2. Good lighting helps!
   a. Record in a sunny room if possible.
   b. Windows should be behind the camera, not behind you

3. The camera on your mobile device is good enough
   a. Use a tripod or improvise a stand. Avoid hand-held if possible

4. Audio is more important than video!
   a. Try to find a quiet place where you won’t be disturbed
   b. Get close to the microphone or use a headset
   c. Speak slowly and clearly

5. Do at least two takes, even though sometimes the first take is the best

6. Show examples of your work
   a. Hold up drawings on paper or a digital device
   b. Narrate over images of your work

REVIEW YOUR VIDEO BEFORE YOU POST IT! (VERY IMPORTANT)
1. Have a friend or family member watch your video and give you feedback
   a. Is the sound quality good? Are you speaking clearly?
   b. Is your background messy?

2. If you are not happy with your video, consider re-recording it.

Tuesday, May 9, 2023

Final Project @APR

Work from various students about conversation: 










Letter To The Self:

First a meditation led by me, going back step by step to earlier versions of ourselves. Each step of the way pause to notice what is different, and what is the same about these earlier selves. What we had to give up or let go of to grow, and what we gained in return. What would you want these earlier versions of yourself to know about you now, about the world, about the way thing work or turned out?

The rest of this final session will be writing a letter or making an art piece to that younger self. You can be done when you are ready to be done.

Thursday, May 4, 2023

Character Design @Chelsea CTE Week 12 Day 2 - Clean Up/Mucking through all the requirements

 Presentations of previous student work from this program

Winner of Best Character Design 2022: Jade

Runner Up: Skyla


Lets break down what needs to be turned in by May 17th:






WIP: Choose 1 or 2 for your Final Portfolio

1. Model sheet (5 minimum)

2. Expression Sheet (5 minimum)

3. Iterative Drawings (Loomis head drawings from sketchbook)

4. Silhouette Sheet (5 minimum)

5. Gesture Sheet (5 minimum; at least 1 complex feature)

6. Shapes Lesson Character (1 mostly triangle; 1 mostly square; 1 mostly circle)

7. Story Scene (2+ characters interacting)

8. Story Pitch (logline, character description)

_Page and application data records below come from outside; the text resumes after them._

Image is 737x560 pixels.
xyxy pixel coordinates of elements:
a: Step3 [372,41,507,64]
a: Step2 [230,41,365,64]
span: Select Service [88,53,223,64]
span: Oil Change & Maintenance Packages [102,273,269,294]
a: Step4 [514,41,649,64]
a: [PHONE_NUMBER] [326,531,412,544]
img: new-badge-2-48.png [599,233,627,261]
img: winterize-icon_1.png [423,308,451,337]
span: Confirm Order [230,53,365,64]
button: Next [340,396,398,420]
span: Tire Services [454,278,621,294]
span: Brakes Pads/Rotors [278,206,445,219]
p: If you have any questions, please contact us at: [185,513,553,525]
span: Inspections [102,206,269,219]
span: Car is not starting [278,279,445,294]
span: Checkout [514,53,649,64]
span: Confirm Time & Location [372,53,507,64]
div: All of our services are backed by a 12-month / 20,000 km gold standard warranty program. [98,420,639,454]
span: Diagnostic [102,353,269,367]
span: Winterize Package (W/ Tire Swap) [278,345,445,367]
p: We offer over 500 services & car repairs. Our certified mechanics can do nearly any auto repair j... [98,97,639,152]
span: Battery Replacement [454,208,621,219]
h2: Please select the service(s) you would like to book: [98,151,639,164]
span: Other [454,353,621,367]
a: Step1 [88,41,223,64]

I'll be checking in with each of you to make sure you are on track with the things that need to be finished - and all the required assignments will be set up in google classrooms for you to drop stuff into.


Wednesday, May 3, 2023

Character Design @Chelsea CTE Week 12 Day 1 - Pitch draft for review

 Here is my finished Character/Model sheet:


I hit the specs and added some florish - 1 fully rendered character, 3 poses and 3 expressions, and I chose to do the angry face (which I imagine to be a cornerstone for this character since her story is about no one believing her) in some more rendered detail, though that part was not necessary.

Today's Task:




By the end of our session today 1 character sketch and story outline needs to be uploaded to the google classroom so we can engage in a critique session during tonight's zoom across the entire cohort. My outline includes 2 critical definitions that help tell my story: the backround on my character's inspiration/name, and what Climate Crisis means, since that is what her dreams/visions are about. Those kinds of definition of terms aren't necessary for yours, but can help provide context for your story to anyone who is engaging with it. Storyboards are also not necessary, I use them to back up my words here. I chose to create a working title (subject to change) and I have a name for my character - pieces I would strongly recommend to help scaffold your character and story.

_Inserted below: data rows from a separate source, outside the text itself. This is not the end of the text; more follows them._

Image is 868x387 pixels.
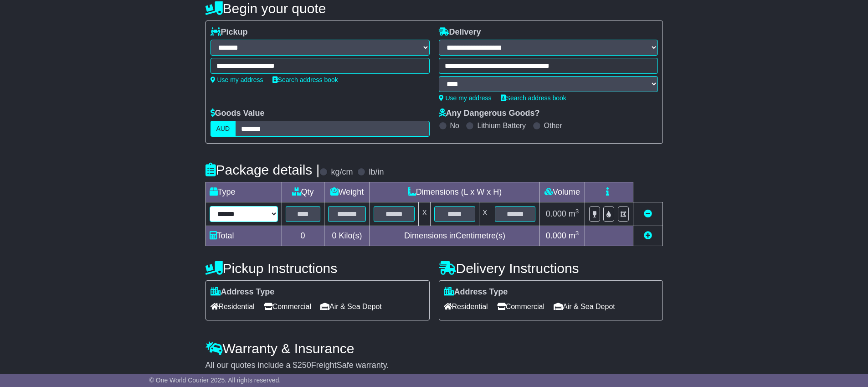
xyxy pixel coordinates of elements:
[206,341,663,356] h4: Warranty & Insurance
[324,183,370,202] td: Weight
[211,76,264,83] a: Use my address
[206,226,282,246] td: Total
[477,121,526,130] label: Lithium Battery
[546,209,567,218] span: 0.000
[369,167,383,177] label: lb/in
[644,209,652,218] a: Remove this item
[149,377,281,384] span: © One World Courier 2025. All rights reserved.
[206,261,430,276] h4: Pickup Instructions
[211,109,265,118] label: Goods Value
[206,183,282,202] td: Type
[273,76,338,83] a: Search address book
[501,94,567,102] a: Search address book
[206,361,663,370] div: All our quotes include a $ FreightSafe warranty.
[324,226,370,246] td: Kilo(s)
[544,121,563,130] label: Other
[444,300,488,314] span: Residential
[211,287,275,297] label: Address Type
[282,226,324,246] td: 0
[264,300,311,314] span: Commercial
[439,94,491,102] a: Use my address
[569,231,579,240] span: m
[206,162,320,177] h4: Package details |
[439,261,663,276] h4: Delivery Instructions
[370,183,540,202] td: Dimensions (L x W x H)
[546,231,567,240] span: 0.000
[439,28,481,37] label: Delivery
[497,300,545,314] span: Commercial
[211,121,236,137] label: AUD
[320,300,382,314] span: Air & Sea Depot
[644,231,652,240] a: Add new item
[569,209,579,218] span: m
[331,167,352,177] label: kg/cm
[439,109,540,118] label: Any Dangerous Goods?
[444,287,508,297] label: Address Type
[479,202,491,226] td: x
[576,230,579,237] sup: 3
[332,231,336,240] span: 0
[540,183,585,202] td: Volume
[370,226,540,246] td: Dimensions in Centimetre(s)
[418,202,431,226] td: x
[211,28,248,37] label: Pickup
[576,208,579,215] sup: 3
[553,300,615,314] span: Air & Sea Depot
[282,183,324,202] td: Qty
[450,121,459,130] label: No
[297,361,311,370] span: 250
[206,1,663,16] h4: Begin your quote
[211,300,255,314] span: Residential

*I didn't have time to backtrack and edit, I probably misspelled a few words etc - its ok to just get something in and move on or come back to it when we have more time. Yes, check your work, but it is ok if it isn't perfect or exactly as you wanted it yet.

I'm going to give you half an hour to get a character sketch onto a file and looking tidy, and then after that we are switching to mapping out the story. If you finish those things before we are done and have them uploaded to the classroom, then you can switch to working on any other the other pieces we are currently behind on. Please let me know when you have finished this part.